Donald Trump attempted to downplay fears about his authoritarian impulses on the campaign trail by claiming that, if elected, he would “only” be a dictator on “day one.” There are nine weeks to go until the inauguration, but the president-elect appears to be getting an early start: On Sunday, Trump demanded that Senate Republicans give him unilateral authority to install the heads of federal agencies, from alleged sex trafficker Matt Gaetz at the Department of Justice to anti-vaxxer Robert F. Kennedy Jr. at the Department of Health and Human Services to Fox News talking head Pete Hegseth at the Department of Defense. 

“Any Republican Senator seeking the coveted LEADERSHIP position in the United States Senate must agree to Recess Appointments,” Trump posted as Senate Republicans prepared to elect a majority leader for the next Congress. (Yes, we’re back in the timeline where cockamamie plans from the executive branch are announced by tweet.) South Dakota Senator John Thune, who won election as majority leader, subsequently said that complying with Trump’s order is “on the table,” depending on whether Democrats “want to play ball or not.”

The Constitution gives presidents the power to nominate and appoint certain federal officials, but specifies that they must do so “by and with the advice and consent of the Senate”—in other words, a majority of the Senate has to approve. There is one exception, though: The Constitution permits the president to make temporary appointments without Senate approval when the Senate is not in session. This provision, known as the Recess Appointments Clause, aims to ensure that critical roles in the federal government don’t go unfilled when the Senate isn’t around to do its job. Trump is flipping that on its head, pressuring a Republican-controlled Senate to go into recess so that he can fill those roles without any oversight.

Trump’s insistence on recess appointments is a tell and a test. Trying to avoid the burden of earning the constitutionally-required buy-in from his allies in Congress shows the lengths to which he is committed to authoritarianism, and lets him assess the extent to which the other branches of government will submit to his whims. But Trump does not only need the capitulation of the Senate; for the scheme to work, several sitting Supreme Court justices would have to change their minds about the limits of the Recess Appointments Clause. Trump is yet again daring the rest of the government to choose him over the Constitution.

The leading Supreme Court case on the issue came a decade ago in National Labor Relations Board v. Canning. In February 2012, the NLRB determined that Noel Canning, a Pepsi distributor, had violated federal law by refusing to execute a collective bargaining agreement to which it had verbally agreed. Canning argued to the Court that the NLRB’s order should be set aside because three of its five members had been appointed illegally: In December 2011, the Senate held a series of brief, perfunctory “pro forma” sessions—sessions in which members conduct no real business, other than opening and closing the chamber so they could say they weren’t really in recess—in order to block President Barack Obama from making any recess appointments. 

Finally, Obama decided to proceed anyway, and made the three appointments in question in between pro forma sessions held on January 3 and January 6. The Court unanimously sided with Canning, and ruled that a recess of less than 10 days is “presumptively too short” to trigger the president’s recess appointment powers.

But in a concurring opinion, Justice Antonin Scalia argued that the Court’s ruling didn’t go far enough. Scalia, joined by Chief Justice John Roberts and Justices Clarence Thomas and Samuel Alito, said that a president’s recess appointment powers only become active if a position becomes vacant during the biennial gap between legislative sessions. The four conservatives argued that the Founders considered the Senate’s role in the confirmation process to be a “critical protection against despotism,” and derided the Clause as an anachronistic relic whose “only remaining use is the ignoble one of enabling the President to circumvent the Senate’s role in the appointment process.” In other words, three conservative justices currently on the Court are on the record a mere ten years ago forcefully advocating against the exact kind of chicanery Donald Trump is pursuing now.

If Thune indeed rolls over and allows Trump to confirm Gaetz and company via recess appointment, people who are subjected to orders by those agencies might challenge their validity in court. The Court’s conservatives would then find themselves in an awkward position, trying to reconcile their recent statements that presidents can’t just use recess appointments if their trash nominees might not survive Senate confirmation hearings with their allegiance to a Republican president who wants to do precisely that.

Trump’s plan to install agency heads by fiat is a dangerous end-run around the Constitution and a troubling sign of despotism to come. Its immediate goal may be to secure a Cabinet full of cronies and incompetents. But it will also let the Trump administration assess how much other government actors are willing to disregard their stated principles going forward—or how prepared they are to bend the knee.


WORK INSTRUCTION
Every line in the data below that holds "Kolektívna" should be found and copied.

|---|

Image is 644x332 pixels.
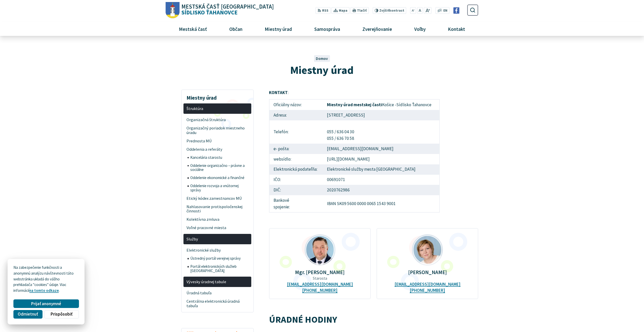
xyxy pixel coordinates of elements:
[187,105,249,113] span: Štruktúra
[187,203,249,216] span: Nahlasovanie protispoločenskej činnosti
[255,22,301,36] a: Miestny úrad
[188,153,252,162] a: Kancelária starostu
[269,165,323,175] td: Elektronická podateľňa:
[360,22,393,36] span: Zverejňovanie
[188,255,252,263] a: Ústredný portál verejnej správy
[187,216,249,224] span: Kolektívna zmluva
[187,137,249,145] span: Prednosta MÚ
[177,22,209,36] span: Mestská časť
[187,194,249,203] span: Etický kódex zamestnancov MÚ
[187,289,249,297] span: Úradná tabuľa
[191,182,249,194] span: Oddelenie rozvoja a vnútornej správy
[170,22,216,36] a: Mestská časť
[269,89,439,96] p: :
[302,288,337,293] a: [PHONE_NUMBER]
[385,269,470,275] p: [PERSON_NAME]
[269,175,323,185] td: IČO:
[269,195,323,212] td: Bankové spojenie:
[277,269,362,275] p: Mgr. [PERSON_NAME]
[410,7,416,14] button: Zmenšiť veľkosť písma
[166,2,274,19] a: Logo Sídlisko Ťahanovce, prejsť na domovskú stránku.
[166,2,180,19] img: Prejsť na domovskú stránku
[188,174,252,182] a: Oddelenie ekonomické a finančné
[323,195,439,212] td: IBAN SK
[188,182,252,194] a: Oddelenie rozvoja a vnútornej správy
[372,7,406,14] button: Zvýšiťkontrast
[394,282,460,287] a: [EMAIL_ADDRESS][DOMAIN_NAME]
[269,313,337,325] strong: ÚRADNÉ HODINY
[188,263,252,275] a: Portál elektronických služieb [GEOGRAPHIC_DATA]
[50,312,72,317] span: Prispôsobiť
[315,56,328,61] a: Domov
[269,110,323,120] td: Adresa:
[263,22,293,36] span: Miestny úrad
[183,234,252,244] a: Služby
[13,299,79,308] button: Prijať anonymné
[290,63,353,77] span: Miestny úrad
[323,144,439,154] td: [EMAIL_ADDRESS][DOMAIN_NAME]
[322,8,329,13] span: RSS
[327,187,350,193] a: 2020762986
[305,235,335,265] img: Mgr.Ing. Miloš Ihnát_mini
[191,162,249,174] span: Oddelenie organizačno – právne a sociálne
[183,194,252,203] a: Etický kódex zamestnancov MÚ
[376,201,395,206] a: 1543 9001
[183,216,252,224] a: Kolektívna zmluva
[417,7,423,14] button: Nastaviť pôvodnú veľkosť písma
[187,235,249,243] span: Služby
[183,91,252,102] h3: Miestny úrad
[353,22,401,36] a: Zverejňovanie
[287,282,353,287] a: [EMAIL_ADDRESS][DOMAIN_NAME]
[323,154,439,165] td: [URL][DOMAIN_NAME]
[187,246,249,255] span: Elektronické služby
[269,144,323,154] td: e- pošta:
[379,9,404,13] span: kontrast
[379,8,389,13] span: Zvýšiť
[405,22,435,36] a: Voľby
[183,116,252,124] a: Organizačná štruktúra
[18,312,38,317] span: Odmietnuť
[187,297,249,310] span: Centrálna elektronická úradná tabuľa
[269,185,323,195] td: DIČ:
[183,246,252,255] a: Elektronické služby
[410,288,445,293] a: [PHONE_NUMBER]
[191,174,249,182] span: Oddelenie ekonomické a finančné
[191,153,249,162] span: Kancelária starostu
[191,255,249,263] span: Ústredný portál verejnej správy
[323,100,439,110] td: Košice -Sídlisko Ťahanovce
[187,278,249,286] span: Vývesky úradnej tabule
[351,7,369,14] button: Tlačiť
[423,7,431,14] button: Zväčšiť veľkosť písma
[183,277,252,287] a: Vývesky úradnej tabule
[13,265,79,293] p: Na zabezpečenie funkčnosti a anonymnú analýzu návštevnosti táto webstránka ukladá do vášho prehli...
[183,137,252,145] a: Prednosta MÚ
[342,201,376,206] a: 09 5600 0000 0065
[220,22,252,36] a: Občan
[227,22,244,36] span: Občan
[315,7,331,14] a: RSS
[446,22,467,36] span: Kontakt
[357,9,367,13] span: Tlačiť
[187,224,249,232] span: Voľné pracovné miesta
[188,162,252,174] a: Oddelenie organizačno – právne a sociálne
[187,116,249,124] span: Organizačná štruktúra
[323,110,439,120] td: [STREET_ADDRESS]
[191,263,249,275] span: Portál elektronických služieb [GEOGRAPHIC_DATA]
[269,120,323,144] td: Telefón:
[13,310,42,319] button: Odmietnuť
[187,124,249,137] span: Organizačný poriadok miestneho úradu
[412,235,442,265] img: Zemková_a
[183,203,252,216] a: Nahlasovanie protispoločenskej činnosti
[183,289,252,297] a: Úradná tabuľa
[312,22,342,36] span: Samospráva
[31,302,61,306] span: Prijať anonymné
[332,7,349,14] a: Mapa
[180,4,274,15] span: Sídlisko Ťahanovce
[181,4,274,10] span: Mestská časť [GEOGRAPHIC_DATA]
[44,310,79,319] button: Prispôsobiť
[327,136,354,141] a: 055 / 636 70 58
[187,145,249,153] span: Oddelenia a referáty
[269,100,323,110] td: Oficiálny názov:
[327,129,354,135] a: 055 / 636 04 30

|---|

OUTPUT OF THE EXERCISE
[187,216,249,224] span: Kolektívna zmluva
[183,216,252,224] a: Kolektívna zmluva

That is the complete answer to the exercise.